Chattanooga Times Free Press

VARIANT RISK IS REAL; STOP THE BLAME GAME

- Hugh Hewitt

When evidence first surfaced that a new and deadly virus had emerged in Wuhan, China, the initial U.S. response fell into three rough categories: alarm, dismissive scorn, silence.

Among the first to sound warnings of various kinds in the United States were four Republican­s: Sen. Tom Cotton, R-Ark.; then-national security adviser Robert O’Brien, and O’Brien’s deputy, Matthew Pottinger; and then-Secretary of State Mike Pompeo.

Among those Democrats in D.C. who also sounded the klaxon was Ron Klain, now the White House chief of staff under President Biden, and who also served as the Ebola czar, among other posts, in the Obama administra­tion.

What matters now is not, “Who was right in early 2020?” What matters now is that the alarms were muffled by skeptics, and responsibl­e people were ignored because of the weight of the uncertain nature of the informatio­n available — and our inherent tendency to ignore problems. There is a lesson for everyone in this: When a few smart people are alarmed about a threat, we’d all be wiser to stop and consider whether our broader reflexes and instincts are not merely wrong, but catastroph­ically so.

This is one of those moments. Right now, there is a wholly misplaced sense of virus complacenc­y settling into place in the United States. Those who have been vaccinated may be thinking, “I missed that bullet,” or experienci­ng a sense of relief.

Those who refuse or decline to get the vaccine, for other than reasons affirmed by science, are gambling that the responsibi­lity of others will provide a collective shield under which they can wait it out. That shield, however, is far, far from 100% effective. This false sense of security is unfortunat­e, even as the vaccines stop or diminish the worst effects of the virus, including its known variants.

At this moment, the national security case for the federal and state government­s to mandate vaccinatio­ns among the active-duty military and National Guard is so obvious as to foreclose debate. The same is true for all employees at all levels of federal, state and local government­s. We don’t know what is ahead; it could be awful, and so the government­s have to act accordingl­y. Mandates on the private sector are beyond the government’s authority right now, but it may not remain that way: The risks are that real.

What we don’t know — the “known unknown,” as the late Donald Rumsfeld memorably put it — is how many more variants will arrive, and whether one or more will not only defeat the vaccines that exist but also prove deadlier and more contagious than the first waves. We just don’t know.

We are, right now, much closer to a follow-on pandemic stalking the globe than we were at the time of the initial confirmed Wuhan outbreak in late 2019, for the simple reason that we have hundreds of millions of cases of the virus abroad. Each possesses the chance to mutate into a more deadly form. In his peerless history, “The Great Influenza: The Story of the Deadliest Pandemic in History,” John M. Barry writes that the original flu virus of that period went through nearly a dozen mutations during the summer of 1918 before it returned in its deadliest form. Our bias now is to assume that the period of unpreceden­ted and stunning death is in the past, that we have already experience­d peak suffering. It ain’t necessaril­y so.

With that recognitio­n should come extraordin­ary caution — not just about declaring victory in the United States — but about next steps. We can’t demonize neighbors we may need to persuade down the line. We can’t spend all the public funds we may need later to survive another shutdown. We must rebuild credibilit­y among the public health agencies where vast damage to trust has been done.

Mostly we need a cease-fire in the pandemic blame-game wars, and a collective turn toward the future and its threats. Very few are covered in glory during the first 18 months of this pandemic. Humility and watchfulne­ss are needed everywhere.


### [ACTIVITY]
Give the data again exactly as it appears.

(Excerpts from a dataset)
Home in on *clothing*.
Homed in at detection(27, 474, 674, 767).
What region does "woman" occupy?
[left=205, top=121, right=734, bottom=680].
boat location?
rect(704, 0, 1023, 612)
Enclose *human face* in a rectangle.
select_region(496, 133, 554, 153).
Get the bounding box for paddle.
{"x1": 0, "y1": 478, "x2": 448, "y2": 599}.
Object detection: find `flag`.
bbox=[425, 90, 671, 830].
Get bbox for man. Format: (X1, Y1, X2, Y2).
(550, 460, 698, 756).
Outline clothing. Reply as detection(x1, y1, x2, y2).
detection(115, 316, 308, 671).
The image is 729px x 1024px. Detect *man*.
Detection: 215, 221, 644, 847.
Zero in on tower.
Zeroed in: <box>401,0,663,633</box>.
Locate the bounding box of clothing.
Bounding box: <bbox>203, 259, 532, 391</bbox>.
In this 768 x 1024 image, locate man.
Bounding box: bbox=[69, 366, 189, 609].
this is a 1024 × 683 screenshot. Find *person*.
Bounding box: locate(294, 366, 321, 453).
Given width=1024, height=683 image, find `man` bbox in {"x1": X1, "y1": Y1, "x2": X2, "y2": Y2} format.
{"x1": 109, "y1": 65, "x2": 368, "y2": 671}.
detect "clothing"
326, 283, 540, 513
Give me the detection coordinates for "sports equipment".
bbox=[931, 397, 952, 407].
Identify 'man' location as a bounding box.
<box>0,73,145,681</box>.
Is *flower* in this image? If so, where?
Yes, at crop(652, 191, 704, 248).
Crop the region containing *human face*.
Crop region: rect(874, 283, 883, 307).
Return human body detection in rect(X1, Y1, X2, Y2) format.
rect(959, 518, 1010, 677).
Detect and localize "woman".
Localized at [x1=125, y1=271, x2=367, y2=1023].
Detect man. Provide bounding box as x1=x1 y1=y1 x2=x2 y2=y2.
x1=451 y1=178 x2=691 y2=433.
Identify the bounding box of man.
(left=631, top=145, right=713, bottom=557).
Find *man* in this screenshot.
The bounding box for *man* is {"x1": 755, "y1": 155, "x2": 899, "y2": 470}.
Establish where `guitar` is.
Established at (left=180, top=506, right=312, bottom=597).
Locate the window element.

### [RESULT OF THE TASK]
Home in on *clothing*.
Homed in at detection(27, 474, 674, 767).
What region does "woman" occupy?
[left=205, top=121, right=734, bottom=680].
boat location?
rect(704, 0, 1023, 612)
Enclose *human face* in a rectangle.
select_region(496, 133, 554, 153).
Get the bounding box for paddle.
{"x1": 0, "y1": 478, "x2": 448, "y2": 599}.
Object detection: find `flag`.
bbox=[425, 90, 671, 830].
Get bbox for man. Format: (X1, Y1, X2, Y2).
(550, 460, 698, 756).
Outline clothing. Reply as detection(x1, y1, x2, y2).
detection(115, 316, 308, 671).
The image is 729px x 1024px. Detect *man*.
Detection: 215, 221, 644, 847.
Zero in on tower.
Zeroed in: <box>401,0,663,633</box>.
Locate the bounding box of clothing.
Bounding box: <bbox>203, 259, 532, 391</bbox>.
In this 768 x 1024 image, locate man.
Bounding box: bbox=[69, 366, 189, 609].
this is a 1024 × 683 screenshot. Find *person*.
Bounding box: locate(294, 366, 321, 453).
Given width=1024, height=683 image, find `man` bbox in {"x1": X1, "y1": Y1, "x2": X2, "y2": Y2} format.
{"x1": 109, "y1": 65, "x2": 368, "y2": 671}.
detect "clothing"
326, 283, 540, 513
Give me the detection coordinates for "sports equipment".
bbox=[931, 397, 952, 407].
Identify 'man' location as a bounding box.
<box>0,73,145,681</box>.
Is *flower* in this image? If so, where?
Yes, at crop(652, 191, 704, 248).
Crop the region containing *human face*.
Crop region: rect(874, 283, 883, 307).
Return human body detection in rect(X1, Y1, X2, Y2) format.
rect(959, 518, 1010, 677).
Detect and localize "woman".
Localized at [x1=125, y1=271, x2=367, y2=1023].
Detect man. Provide bounding box as x1=x1 y1=y1 x2=x2 y2=y2.
x1=451 y1=178 x2=691 y2=433.
Identify the bounding box of man.
(left=631, top=145, right=713, bottom=557).
Find *man* in this screenshot.
The bounding box for *man* is {"x1": 755, "y1": 155, "x2": 899, "y2": 470}.
Establish where `guitar` is.
Established at (left=180, top=506, right=312, bottom=597).
Locate the window element.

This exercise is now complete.